I can’t directly confirm the details you mentioned. What I can tell you is that there was concern about Mr Modi’s visit for two reasons. I mean one was the fact that it’s possible for him to be arrested. Bear in mind that only five years before this, in 1998, there had been without my knowledge as home minister at the time, a warrant for arrest issued against the former president of Chile, Augusto Pinochet, and he was arrested and he was then detained, indeed on my orders, for 16 months. So this was not an academic concern and that could have happened under our legal system. The other was whether there would be communal trouble here, which obviously we didn’t want. India is a member of the Commonwealth, and we have good relations with successive Indian governments, so we weren’t going to stop Mr Modi – of course not – from coming here. But I think the view was taken, and I can’t confirm the details, that we should put these facts before Mr Modi. He chose to make his own decision, that’s fine.
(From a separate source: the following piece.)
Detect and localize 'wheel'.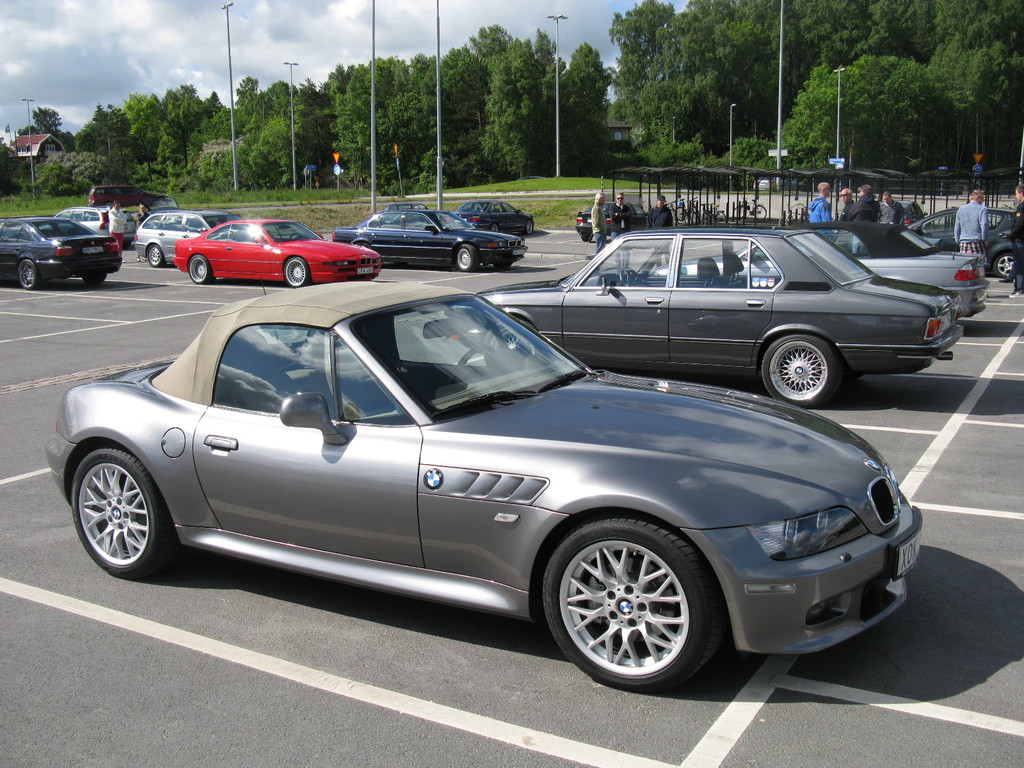
Localized at <bbox>684, 209, 690, 225</bbox>.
One last question because I think as a journalist it’s right that you should have a chance to respond to critics in India and there has been some criticism of you to say that whilst you are quite open and upfront and criticising the Modi government and what happened in 2002 in Gujarat, you have not severely been critical of your own government’s behaviour and the Iraq War which happened just a year later in 2003. Now, I know that five years ago, Tony Blair – who was prime minister – publicly expressed his sorrow, regret and apology. So for the record can I ask you, do you also similarly share that regret, sorrow, and apology?

Yes, and I have said it often enough. I mean, look, it’s an entirely fair point for whoever said this to make. And I gave three days of evidence to the official inquiry into the Iraq War. I’ve given endless interviews about it and of course, I regret what happened. I would just say however that Mr Blair and I uh acted in good faith and on what we thought was good information at the time, but that’s another story.

I thank you very much for this interview Mr straw and I thank you in particular for confirming the details of the report that the BBC quoted and also confirming that at the time you believe that you did take up this matter both with the Vajpayee government and in particular with Jaswant Singh, who was foreign minister, although you can’t recall precisely what they would have said to you.